April 2, 1996, Tuesday
Pg. 8C, FINE-TUNING
SPELLING TURNS SOLID FOUNDATION OF ‘KINDRED’ INTO VAMPIRE TALE WITHOUT BITE
Julia Keller, Dispatch Television Critic
I have a message for Aaron Spelling:
Hands off my vampires.
Spelling, the producer who has cranked out more hours of television than anybody else, has stamped his name on projects involving teen-agers (Beverly Hills, 90210), models (Models Inc.), cruise-ship personnel (The Love Boat), innkeepers (Hotel) and detectives (Starsky and Hutch).
That’s just peachy: Spelling can make schlocky nonsense out of those professions, genres and demographic groups till the cows — and profits — come home.
With vampires, however, he is treading on the fighting side of me.
Kindred: The Embraced, premiering tonight on Fox, marks the producer’s first foray into a territory about which I care passionately.
Vampires are cool, elegant and enticing — as icons, not as neighbors.
From Dracula (the novel and multiple movies) to Dark Shadows, from The Hunger to Nick Knight (an obscure TV pilot starring Rick Springfield as a vampire detective), vampires have alternately fascinated and repulsed humanity.
Everybody from tweed-wearing scholars to 12-year-olds in T-shirts has tried to figure out why vampires haunt our collective imaginations.
Credit, perhaps, goes to the exotic touches of cannibalism and mysticism, the lure of eternal life, the narcissism of the night.
Vampires feed our obsession with the rich and beautiful — ever noticed that vampires are always wealthy and gorgeous, never poor and ugly? — and offer a sleek, omnivorous sexuality.
It was inevitable, then, that an enterprising producer again would seek to spin the most alluring of mordant mythologies into TV gold.
Why — oh, why — did he have to be Spelling?
Why not, say, David Lynch (Twin Peaks) or Michael Mann (Miami Vice)?
Unlike those producers, who are equipped with stunning visual vocabularies and an absolute disgust for the ordinary and expected, Spelling revels in the mundane. He thrills to the inane. He embraces the cliched.
Kindred: The Embraced thus wastes its wonderful premise — rival vampire clans in present-day San Francisco — on yet another of Spelling’s second-rate soap operas, burdened with bad dialogue and clumsy characterizations.
Mark Frankel plays Julian Luna, the handsome, conflicted head of the Ventrues — the No. 1 vampire family.
Luna’s control of the city’s clans (much like urban gangs, with infighting and bragging about muscles) is constantly threatened by other ambitious vampires — a scenario that may remind viewers of the Republican presidential race.

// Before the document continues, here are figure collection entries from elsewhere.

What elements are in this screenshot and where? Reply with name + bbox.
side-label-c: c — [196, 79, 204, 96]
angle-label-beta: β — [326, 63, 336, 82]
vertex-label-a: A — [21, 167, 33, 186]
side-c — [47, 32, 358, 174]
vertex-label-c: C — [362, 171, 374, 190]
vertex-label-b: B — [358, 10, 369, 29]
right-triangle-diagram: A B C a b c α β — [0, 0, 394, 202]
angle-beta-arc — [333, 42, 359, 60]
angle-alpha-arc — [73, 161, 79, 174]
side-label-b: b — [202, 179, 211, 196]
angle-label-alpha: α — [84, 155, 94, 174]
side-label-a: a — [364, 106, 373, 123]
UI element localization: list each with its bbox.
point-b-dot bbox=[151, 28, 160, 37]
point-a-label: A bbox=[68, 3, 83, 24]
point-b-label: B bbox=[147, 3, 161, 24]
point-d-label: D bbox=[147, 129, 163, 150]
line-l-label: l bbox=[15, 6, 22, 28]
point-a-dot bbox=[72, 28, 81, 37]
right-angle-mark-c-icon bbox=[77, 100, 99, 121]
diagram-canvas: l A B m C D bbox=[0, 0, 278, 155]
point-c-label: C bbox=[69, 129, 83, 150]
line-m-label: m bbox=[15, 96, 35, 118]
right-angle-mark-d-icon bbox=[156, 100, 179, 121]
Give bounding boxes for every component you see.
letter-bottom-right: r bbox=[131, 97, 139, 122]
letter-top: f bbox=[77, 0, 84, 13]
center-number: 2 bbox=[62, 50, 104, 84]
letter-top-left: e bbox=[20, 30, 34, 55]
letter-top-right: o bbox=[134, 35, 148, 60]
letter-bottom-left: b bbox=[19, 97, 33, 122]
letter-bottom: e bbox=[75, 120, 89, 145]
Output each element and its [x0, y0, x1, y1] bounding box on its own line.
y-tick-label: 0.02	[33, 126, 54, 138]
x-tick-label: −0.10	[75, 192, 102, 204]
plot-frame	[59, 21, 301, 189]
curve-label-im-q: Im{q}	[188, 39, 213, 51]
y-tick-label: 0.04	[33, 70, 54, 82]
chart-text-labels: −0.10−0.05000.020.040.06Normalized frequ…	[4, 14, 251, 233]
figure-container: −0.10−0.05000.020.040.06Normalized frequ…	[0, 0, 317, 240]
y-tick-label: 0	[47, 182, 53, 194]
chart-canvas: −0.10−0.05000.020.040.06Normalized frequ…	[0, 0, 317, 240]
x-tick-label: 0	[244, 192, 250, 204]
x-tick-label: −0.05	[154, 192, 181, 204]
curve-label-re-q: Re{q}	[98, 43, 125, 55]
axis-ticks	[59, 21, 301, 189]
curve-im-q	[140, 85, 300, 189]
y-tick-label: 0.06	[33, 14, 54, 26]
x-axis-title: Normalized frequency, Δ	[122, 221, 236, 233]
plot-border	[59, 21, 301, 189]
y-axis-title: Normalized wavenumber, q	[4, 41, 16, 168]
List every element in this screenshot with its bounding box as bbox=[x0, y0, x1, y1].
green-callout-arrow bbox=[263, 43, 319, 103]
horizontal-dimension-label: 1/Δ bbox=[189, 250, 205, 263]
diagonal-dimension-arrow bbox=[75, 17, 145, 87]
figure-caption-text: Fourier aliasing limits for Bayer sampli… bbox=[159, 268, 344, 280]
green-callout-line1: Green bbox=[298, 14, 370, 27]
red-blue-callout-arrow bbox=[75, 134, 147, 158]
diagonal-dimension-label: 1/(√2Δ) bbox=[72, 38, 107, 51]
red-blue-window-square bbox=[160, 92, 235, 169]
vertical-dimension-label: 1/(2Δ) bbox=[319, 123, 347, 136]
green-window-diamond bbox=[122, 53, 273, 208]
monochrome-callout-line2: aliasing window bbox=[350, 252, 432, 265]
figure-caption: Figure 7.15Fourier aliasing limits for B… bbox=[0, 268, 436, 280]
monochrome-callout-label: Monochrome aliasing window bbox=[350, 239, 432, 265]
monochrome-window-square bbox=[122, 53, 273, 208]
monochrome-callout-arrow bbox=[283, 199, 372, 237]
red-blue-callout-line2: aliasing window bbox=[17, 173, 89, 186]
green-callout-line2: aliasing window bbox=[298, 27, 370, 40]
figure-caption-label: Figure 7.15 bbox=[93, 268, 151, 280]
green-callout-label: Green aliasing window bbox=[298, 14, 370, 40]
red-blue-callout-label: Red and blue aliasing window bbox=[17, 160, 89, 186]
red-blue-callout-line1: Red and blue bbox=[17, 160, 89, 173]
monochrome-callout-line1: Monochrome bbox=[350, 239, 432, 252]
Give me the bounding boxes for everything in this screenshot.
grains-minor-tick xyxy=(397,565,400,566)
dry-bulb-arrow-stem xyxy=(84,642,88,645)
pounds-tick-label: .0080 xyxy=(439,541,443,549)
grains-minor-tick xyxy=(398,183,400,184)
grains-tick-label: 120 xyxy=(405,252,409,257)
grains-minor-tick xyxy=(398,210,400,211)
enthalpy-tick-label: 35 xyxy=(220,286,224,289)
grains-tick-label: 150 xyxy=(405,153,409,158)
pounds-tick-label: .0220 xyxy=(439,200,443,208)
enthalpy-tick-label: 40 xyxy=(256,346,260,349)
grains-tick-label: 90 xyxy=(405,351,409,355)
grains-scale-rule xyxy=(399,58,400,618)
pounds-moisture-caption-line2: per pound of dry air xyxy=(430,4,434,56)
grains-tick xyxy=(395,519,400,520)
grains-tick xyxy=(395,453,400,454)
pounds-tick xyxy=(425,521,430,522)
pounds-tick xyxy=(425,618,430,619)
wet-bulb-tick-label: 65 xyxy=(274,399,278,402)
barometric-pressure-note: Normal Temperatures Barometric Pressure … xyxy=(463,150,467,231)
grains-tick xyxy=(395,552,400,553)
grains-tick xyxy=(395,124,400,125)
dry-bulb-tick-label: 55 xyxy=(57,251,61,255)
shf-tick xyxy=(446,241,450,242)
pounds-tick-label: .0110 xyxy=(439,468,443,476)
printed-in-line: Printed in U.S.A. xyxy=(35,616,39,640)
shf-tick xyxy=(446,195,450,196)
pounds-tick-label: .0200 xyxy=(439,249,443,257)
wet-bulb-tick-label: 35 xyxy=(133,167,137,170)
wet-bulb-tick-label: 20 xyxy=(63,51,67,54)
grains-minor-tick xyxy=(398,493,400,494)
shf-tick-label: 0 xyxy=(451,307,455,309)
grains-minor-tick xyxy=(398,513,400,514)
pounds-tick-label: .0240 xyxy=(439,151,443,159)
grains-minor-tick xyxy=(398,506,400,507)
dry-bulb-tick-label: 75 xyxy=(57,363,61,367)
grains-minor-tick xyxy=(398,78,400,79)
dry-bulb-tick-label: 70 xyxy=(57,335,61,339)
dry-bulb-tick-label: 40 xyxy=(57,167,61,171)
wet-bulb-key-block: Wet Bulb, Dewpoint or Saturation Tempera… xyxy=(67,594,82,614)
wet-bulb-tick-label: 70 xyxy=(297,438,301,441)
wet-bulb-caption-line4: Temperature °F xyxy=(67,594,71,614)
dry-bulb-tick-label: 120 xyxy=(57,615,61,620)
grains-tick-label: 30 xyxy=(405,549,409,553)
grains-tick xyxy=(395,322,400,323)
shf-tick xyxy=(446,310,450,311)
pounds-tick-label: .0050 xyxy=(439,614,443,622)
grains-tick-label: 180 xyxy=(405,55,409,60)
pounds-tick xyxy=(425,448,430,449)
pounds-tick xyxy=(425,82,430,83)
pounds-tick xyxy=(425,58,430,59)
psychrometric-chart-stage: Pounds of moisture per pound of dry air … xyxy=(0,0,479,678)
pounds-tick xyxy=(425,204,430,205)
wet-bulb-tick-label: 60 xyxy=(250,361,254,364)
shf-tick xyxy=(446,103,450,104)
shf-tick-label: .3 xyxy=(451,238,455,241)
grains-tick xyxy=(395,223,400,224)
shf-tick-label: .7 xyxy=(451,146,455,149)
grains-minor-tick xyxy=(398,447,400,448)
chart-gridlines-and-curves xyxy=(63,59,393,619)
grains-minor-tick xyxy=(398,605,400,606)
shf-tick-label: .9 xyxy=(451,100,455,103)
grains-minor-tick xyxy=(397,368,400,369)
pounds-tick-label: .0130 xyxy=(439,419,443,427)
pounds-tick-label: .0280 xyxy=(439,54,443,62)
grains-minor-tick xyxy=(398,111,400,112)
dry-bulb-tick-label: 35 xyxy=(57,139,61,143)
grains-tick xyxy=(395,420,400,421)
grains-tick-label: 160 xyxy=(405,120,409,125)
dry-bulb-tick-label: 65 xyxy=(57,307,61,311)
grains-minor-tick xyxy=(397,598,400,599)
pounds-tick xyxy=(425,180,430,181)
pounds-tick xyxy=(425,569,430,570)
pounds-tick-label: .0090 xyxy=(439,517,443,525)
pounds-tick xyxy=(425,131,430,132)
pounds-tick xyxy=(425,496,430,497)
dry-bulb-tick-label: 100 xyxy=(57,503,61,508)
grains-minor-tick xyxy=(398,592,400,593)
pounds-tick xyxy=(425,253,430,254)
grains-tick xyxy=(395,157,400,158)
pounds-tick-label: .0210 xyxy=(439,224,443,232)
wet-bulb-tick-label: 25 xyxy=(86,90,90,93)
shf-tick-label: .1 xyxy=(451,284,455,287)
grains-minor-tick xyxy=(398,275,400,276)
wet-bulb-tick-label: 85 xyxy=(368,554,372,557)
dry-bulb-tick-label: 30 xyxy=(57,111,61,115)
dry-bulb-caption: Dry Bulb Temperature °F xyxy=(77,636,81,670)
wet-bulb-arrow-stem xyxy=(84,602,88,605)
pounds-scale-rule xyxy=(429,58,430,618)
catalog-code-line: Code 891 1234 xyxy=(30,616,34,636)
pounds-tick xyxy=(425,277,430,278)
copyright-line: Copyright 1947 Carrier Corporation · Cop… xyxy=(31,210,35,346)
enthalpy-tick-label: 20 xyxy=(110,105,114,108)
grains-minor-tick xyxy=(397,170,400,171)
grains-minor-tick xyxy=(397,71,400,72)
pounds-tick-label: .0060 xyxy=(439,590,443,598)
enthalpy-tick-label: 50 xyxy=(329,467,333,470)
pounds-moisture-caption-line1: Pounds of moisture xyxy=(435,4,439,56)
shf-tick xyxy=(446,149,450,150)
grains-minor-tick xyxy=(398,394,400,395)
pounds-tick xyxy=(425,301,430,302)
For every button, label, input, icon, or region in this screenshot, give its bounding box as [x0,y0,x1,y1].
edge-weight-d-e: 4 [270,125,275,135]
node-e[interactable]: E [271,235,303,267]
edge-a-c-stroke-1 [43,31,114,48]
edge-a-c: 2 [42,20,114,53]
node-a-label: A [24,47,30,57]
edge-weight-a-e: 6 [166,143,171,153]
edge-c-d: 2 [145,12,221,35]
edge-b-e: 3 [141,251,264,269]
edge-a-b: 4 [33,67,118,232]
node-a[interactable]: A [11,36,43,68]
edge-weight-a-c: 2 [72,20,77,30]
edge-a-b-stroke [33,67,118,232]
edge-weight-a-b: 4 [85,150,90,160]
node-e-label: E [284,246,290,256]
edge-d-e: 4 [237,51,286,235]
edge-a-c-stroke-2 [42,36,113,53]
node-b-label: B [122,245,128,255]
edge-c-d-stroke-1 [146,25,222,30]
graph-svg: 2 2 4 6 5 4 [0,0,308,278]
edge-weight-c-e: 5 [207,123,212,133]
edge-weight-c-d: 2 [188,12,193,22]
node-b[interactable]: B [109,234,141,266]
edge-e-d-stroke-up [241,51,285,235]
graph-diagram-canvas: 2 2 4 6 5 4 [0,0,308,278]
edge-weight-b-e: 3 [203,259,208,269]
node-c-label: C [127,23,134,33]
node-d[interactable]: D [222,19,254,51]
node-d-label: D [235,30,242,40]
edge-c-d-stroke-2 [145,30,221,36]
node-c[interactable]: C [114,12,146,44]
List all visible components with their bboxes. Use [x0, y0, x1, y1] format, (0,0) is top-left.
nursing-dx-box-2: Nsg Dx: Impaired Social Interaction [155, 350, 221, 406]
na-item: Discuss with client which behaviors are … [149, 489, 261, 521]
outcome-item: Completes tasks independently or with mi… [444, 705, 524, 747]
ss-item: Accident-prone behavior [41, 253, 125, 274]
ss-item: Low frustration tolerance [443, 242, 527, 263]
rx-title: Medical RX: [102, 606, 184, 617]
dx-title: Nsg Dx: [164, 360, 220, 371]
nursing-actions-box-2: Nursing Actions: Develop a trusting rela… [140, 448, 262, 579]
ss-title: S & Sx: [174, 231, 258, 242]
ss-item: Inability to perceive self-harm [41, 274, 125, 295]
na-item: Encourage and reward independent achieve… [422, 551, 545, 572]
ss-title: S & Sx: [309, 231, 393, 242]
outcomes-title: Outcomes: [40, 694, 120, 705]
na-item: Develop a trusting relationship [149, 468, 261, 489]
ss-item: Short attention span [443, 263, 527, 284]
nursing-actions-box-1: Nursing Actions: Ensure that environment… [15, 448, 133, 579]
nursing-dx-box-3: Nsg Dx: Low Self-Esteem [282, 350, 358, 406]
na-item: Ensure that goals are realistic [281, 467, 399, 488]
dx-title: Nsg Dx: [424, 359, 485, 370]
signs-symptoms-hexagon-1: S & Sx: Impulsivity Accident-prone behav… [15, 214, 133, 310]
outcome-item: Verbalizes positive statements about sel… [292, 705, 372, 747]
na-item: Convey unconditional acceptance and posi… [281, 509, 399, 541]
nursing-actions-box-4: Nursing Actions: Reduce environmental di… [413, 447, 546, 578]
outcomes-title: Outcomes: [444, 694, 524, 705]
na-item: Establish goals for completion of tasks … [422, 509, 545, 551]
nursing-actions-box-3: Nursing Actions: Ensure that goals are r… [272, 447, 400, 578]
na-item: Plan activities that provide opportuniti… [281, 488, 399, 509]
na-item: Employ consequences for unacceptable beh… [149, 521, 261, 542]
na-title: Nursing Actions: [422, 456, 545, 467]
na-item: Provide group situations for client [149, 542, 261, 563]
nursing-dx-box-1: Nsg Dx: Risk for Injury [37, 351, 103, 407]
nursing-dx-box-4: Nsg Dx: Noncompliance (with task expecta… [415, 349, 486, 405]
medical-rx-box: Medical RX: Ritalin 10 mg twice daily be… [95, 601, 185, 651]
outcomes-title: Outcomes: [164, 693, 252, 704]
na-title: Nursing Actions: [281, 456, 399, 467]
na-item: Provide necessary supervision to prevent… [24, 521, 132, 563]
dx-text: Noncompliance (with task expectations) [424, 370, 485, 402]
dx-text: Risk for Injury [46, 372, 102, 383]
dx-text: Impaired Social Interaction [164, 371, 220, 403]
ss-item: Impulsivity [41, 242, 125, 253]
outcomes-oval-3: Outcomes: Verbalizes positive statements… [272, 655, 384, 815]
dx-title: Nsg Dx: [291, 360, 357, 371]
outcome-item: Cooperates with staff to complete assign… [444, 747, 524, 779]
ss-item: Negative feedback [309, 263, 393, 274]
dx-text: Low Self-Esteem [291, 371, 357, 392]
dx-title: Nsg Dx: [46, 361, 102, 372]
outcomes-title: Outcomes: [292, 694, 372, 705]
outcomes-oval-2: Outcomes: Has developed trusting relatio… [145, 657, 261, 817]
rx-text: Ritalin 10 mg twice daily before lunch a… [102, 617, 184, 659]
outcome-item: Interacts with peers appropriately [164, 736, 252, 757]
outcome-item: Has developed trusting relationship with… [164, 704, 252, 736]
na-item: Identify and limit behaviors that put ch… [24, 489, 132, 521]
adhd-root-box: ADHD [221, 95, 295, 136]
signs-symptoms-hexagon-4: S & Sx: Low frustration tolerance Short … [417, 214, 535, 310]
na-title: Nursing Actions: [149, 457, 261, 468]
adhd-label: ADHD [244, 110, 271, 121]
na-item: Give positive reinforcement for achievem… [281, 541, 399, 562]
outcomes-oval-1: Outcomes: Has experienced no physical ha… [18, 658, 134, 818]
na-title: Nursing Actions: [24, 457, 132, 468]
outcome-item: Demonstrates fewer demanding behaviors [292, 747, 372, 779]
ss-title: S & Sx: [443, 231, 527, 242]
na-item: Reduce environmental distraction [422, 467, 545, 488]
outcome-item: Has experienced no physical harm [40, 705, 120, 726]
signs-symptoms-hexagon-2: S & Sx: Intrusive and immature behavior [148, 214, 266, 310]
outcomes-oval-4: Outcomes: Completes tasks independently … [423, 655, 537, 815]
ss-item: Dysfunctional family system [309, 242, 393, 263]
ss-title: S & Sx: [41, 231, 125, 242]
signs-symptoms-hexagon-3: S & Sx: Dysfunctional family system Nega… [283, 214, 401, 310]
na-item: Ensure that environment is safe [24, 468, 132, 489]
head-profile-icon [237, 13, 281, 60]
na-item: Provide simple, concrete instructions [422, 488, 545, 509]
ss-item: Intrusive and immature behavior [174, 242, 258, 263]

His most dangerous nemesis is Detective Frank Kohanek (C. Thomas Howell), who thinks Luna is just another mob boss who needs to be taken down a peg.
In the premiere, Kohanek and Luna clash when the detective courts a woman who happens to be a former flame of Luna’s — and a vampire to boot, unbeknownst to Kohanek.
In the second episode, reporter Caitlin Byrne (Kelly Rutherford) falls hard for Luna.
The other clans are called Nosferatu, Torreadors, Gangrels and Bujah, embodied by characters with names such as Daedalus and Lillie Langtry. (Bobs or Bills need not apply.)
By the way, kindred do not call themselves vampires” — a word coined by outsiders, as the show’s press kit explains.
Kindred: The Embraced might be terrific in other hands.
One imagines majestic halls down which swoop lonely, tormented vampires; eerie confrontations between veteran vampires and innocent newcomers; blood-red sunsets that melt into invigorating nights.
Instead, Spelling (and creator John Leekley) gives viewers silly preening by the macho undead.
Everything about the show looks phony — including the blood, which bears an uncomfortable resemblance to the stuff that squirts out of ketchup packets when somebody steps on them in a McDonald’s parking lot.
Why couldn’t Spelling have stuck with randy teens or dolled-up detectives? Why did he have to pick on our fang-toothed friends, our coffin-dwelling, blood-swilling buddies?
Spelling has plunged a stake through the heart of the vampire myth.
Only it’s not a stake; it’s a plastic knife.